The Mudcat Café TM
Thread #126330   Message #2806390
Posted By: GUEST,Shimrod
08-Jan-10 - 05:07 AM
Thread Name: BS: Can We Talk Peat?
Subject: RE: BS: Can We Talk Peat?
There were once extensive peat bogs in North West England, where I live. They were called 'Mosses' here. This name appears to have little connection with the Sphagnum moss from which they were formed but is rather a contraction of the word 'morass'. There were blanket bogs in the uplands of the Pennines and raised bogs in the lowlands.

In the 19th century the latter were mainly poisoned by the sulphurous smoke from the industrial areas of Lancashire and South and West Yorkshire. The former were drained and converted to farm land (this process often involved dumping sewage from the burgeoning industrial cities on to them).

Raised bogs were, apparently, spectacular landscape features. Ashton Moss lay east of Manchester, between Ashton-under-Lyne and Duckinfield. During wet weather it acted like a giant sponge and swelled up so much that objects on the opposite side from an observer disappeared from view. It also had an interesting and colourful flora and many of the plants that grew on it are now more or less extinct or rare locally.

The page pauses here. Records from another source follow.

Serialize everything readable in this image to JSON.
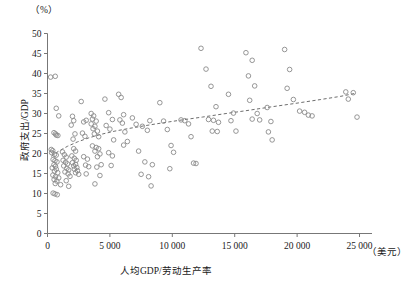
{
  "chart_data": {
    "type": "scatter",
    "title": "",
    "xlabel": "人均GDP/劳动生产率",
    "ylabel": "政府支出/GDP",
    "x_unit_label": "（美元）",
    "y_unit_label": "（%）",
    "xlim": [
      0,
      26000
    ],
    "ylim": [
      0,
      50
    ],
    "x_ticks": [
      0,
      5000,
      10000,
      15000,
      20000,
      25000
    ],
    "x_tick_labels": [
      "0",
      "5 000",
      "10 000",
      "15 000",
      "20 000",
      "25 000"
    ],
    "y_ticks": [
      0,
      5,
      10,
      15,
      20,
      25,
      30,
      35,
      40,
      45,
      50
    ],
    "y_tick_labels": [
      "0",
      "5",
      "10",
      "15",
      "20",
      "25",
      "30",
      "35",
      "40",
      "45",
      "50"
    ],
    "grid": false,
    "legend": false,
    "marker": {
      "shape": "circle-open",
      "color": "#8a8a8a",
      "size": 4.6,
      "stroke_width": 0.9
    },
    "trendline": {
      "style": "dashed",
      "color": "#6e6e6e",
      "width": 1.0,
      "points": [
        [
          300,
          19.3
        ],
        [
          900,
          20.6
        ],
        [
          1600,
          21.8
        ],
        [
          2400,
          22.9
        ],
        [
          3300,
          23.9
        ],
        [
          4300,
          24.8
        ],
        [
          5400,
          25.6
        ],
        [
          6600,
          26.3
        ],
        [
          7900,
          27.0
        ],
        [
          9300,
          27.7
        ],
        [
          10800,
          28.4
        ],
        [
          12400,
          29.1
        ],
        [
          14100,
          29.9
        ],
        [
          15900,
          30.7
        ],
        [
          17800,
          31.6
        ],
        [
          19800,
          32.5
        ],
        [
          21900,
          33.5
        ],
        [
          23500,
          34.3
        ],
        [
          24600,
          35.0
        ]
      ]
    },
    "points": [
      [
        250,
        39.1
      ],
      [
        620,
        39.3
      ],
      [
        700,
        31.3
      ],
      [
        900,
        29.4
      ],
      [
        520,
        25.2
      ],
      [
        640,
        24.9
      ],
      [
        700,
        24.6
      ],
      [
        830,
        24.5
      ],
      [
        300,
        21.0
      ],
      [
        420,
        20.7
      ],
      [
        330,
        20.2
      ],
      [
        560,
        19.8
      ],
      [
        700,
        19.6
      ],
      [
        450,
        18.5
      ],
      [
        600,
        18.2
      ],
      [
        760,
        17.9
      ],
      [
        520,
        17.2
      ],
      [
        640,
        16.8
      ],
      [
        380,
        16.4
      ],
      [
        700,
        16.1
      ],
      [
        560,
        15.6
      ],
      [
        820,
        15.2
      ],
      [
        430,
        14.6
      ],
      [
        640,
        14.2
      ],
      [
        900,
        13.9
      ],
      [
        530,
        13.5
      ],
      [
        750,
        13.1
      ],
      [
        620,
        12.5
      ],
      [
        1050,
        12.2
      ],
      [
        450,
        10.1
      ],
      [
        600,
        9.9
      ],
      [
        780,
        9.7
      ],
      [
        1200,
        20.4
      ],
      [
        1350,
        19.7
      ],
      [
        1500,
        19.1
      ],
      [
        1250,
        18.3
      ],
      [
        1450,
        17.8
      ],
      [
        1600,
        17.4
      ],
      [
        1300,
        16.9
      ],
      [
        1550,
        16.3
      ],
      [
        1700,
        15.9
      ],
      [
        1400,
        15.4
      ],
      [
        1650,
        14.9
      ],
      [
        1800,
        14.3
      ],
      [
        1500,
        13.2
      ],
      [
        1700,
        11.8
      ],
      [
        2000,
        29.3
      ],
      [
        2100,
        28.2
      ],
      [
        1900,
        27.1
      ],
      [
        2200,
        24.9
      ],
      [
        2050,
        23.6
      ],
      [
        2100,
        21.2
      ],
      [
        2250,
        20.6
      ],
      [
        1950,
        19.4
      ],
      [
        2150,
        18.8
      ],
      [
        2300,
        18.3
      ],
      [
        2000,
        17.7
      ],
      [
        2250,
        17.3
      ],
      [
        2100,
        16.9
      ],
      [
        2350,
        16.5
      ],
      [
        2150,
        16.1
      ],
      [
        2400,
        15.7
      ],
      [
        2250,
        15.2
      ],
      [
        2500,
        14.8
      ],
      [
        2700,
        33.0
      ],
      [
        2900,
        27.9
      ],
      [
        3100,
        28.3
      ],
      [
        2800,
        25.1
      ],
      [
        3000,
        24.3
      ],
      [
        2900,
        19.2
      ],
      [
        3200,
        18.6
      ],
      [
        3050,
        17.1
      ],
      [
        3300,
        16.7
      ],
      [
        3100,
        14.9
      ],
      [
        3500,
        30.0
      ],
      [
        3700,
        29.4
      ],
      [
        3600,
        28.6
      ],
      [
        3900,
        28.1
      ],
      [
        3500,
        27.4
      ],
      [
        3800,
        26.8
      ],
      [
        3650,
        26.2
      ],
      [
        4000,
        25.6
      ],
      [
        3750,
        24.9
      ],
      [
        4100,
        24.2
      ],
      [
        3600,
        21.9
      ],
      [
        3900,
        21.5
      ],
      [
        4100,
        21.2
      ],
      [
        3800,
        20.6
      ],
      [
        4200,
        19.9
      ],
      [
        4000,
        19.2
      ],
      [
        4300,
        17.2
      ],
      [
        3950,
        16.6
      ],
      [
        4200,
        14.5
      ],
      [
        3800,
        12.4
      ],
      [
        4600,
        33.6
      ],
      [
        4900,
        30.2
      ],
      [
        5200,
        28.5
      ],
      [
        4700,
        27.0
      ],
      [
        5000,
        26.1
      ],
      [
        5300,
        23.4
      ],
      [
        4900,
        20.2
      ],
      [
        5200,
        19.4
      ],
      [
        5100,
        17.0
      ],
      [
        5700,
        34.8
      ],
      [
        5900,
        34.0
      ],
      [
        6100,
        29.7
      ],
      [
        5800,
        28.4
      ],
      [
        6000,
        27.6
      ],
      [
        6200,
        25.4
      ],
      [
        6400,
        23.0
      ],
      [
        6100,
        22.1
      ],
      [
        6800,
        28.9
      ],
      [
        7100,
        27.3
      ],
      [
        7300,
        20.6
      ],
      [
        7600,
        26.8
      ],
      [
        7800,
        17.9
      ],
      [
        7500,
        14.8
      ],
      [
        8200,
        28.2
      ],
      [
        8000,
        25.8
      ],
      [
        8400,
        17.2
      ],
      [
        8100,
        14.2
      ],
      [
        8300,
        11.9
      ],
      [
        9000,
        32.7
      ],
      [
        9300,
        28.1
      ],
      [
        9600,
        26.0
      ],
      [
        9900,
        22.0
      ],
      [
        10100,
        20.3
      ],
      [
        9800,
        16.2
      ],
      [
        10700,
        28.4
      ],
      [
        11000,
        28.2
      ],
      [
        11300,
        27.4
      ],
      [
        11500,
        24.2
      ],
      [
        11700,
        17.6
      ],
      [
        11900,
        17.5
      ],
      [
        12300,
        46.3
      ],
      [
        12700,
        41.1
      ],
      [
        13100,
        36.8
      ],
      [
        13500,
        31.7
      ],
      [
        12900,
        28.5
      ],
      [
        13300,
        28.3
      ],
      [
        13700,
        27.8
      ],
      [
        13200,
        25.6
      ],
      [
        13600,
        25.5
      ],
      [
        14500,
        34.8
      ],
      [
        14900,
        30.1
      ],
      [
        14700,
        28.2
      ],
      [
        15100,
        25.6
      ],
      [
        15900,
        45.2
      ],
      [
        16400,
        43.3
      ],
      [
        16100,
        39.4
      ],
      [
        16600,
        36.9
      ],
      [
        16200,
        33.3
      ],
      [
        16800,
        30.0
      ],
      [
        16400,
        28.6
      ],
      [
        17000,
        28.4
      ],
      [
        17600,
        31.5
      ],
      [
        17900,
        28.0
      ],
      [
        17700,
        25.4
      ],
      [
        18000,
        23.4
      ],
      [
        19000,
        46.0
      ],
      [
        19400,
        41.0
      ],
      [
        19200,
        36.3
      ],
      [
        19700,
        33.5
      ],
      [
        20200,
        30.6
      ],
      [
        20600,
        30.3
      ],
      [
        20900,
        29.6
      ],
      [
        21200,
        29.4
      ],
      [
        23900,
        35.4
      ],
      [
        24500,
        35.2
      ],
      [
        24100,
        33.6
      ],
      [
        24800,
        29.1
      ]
    ]
  }
}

Peat bogs once occurred in other parts of England e.g. Humberside and the Fens (both in Eastern England). Nearly all are gone now. The destruction of the bogs on Humberside (dug up and sold as garden compost) represents a grievous loss for British biodiversity. The most intact English peat bog that I have seen is Glasson Moss in Cumbria, up near the Solway Firth.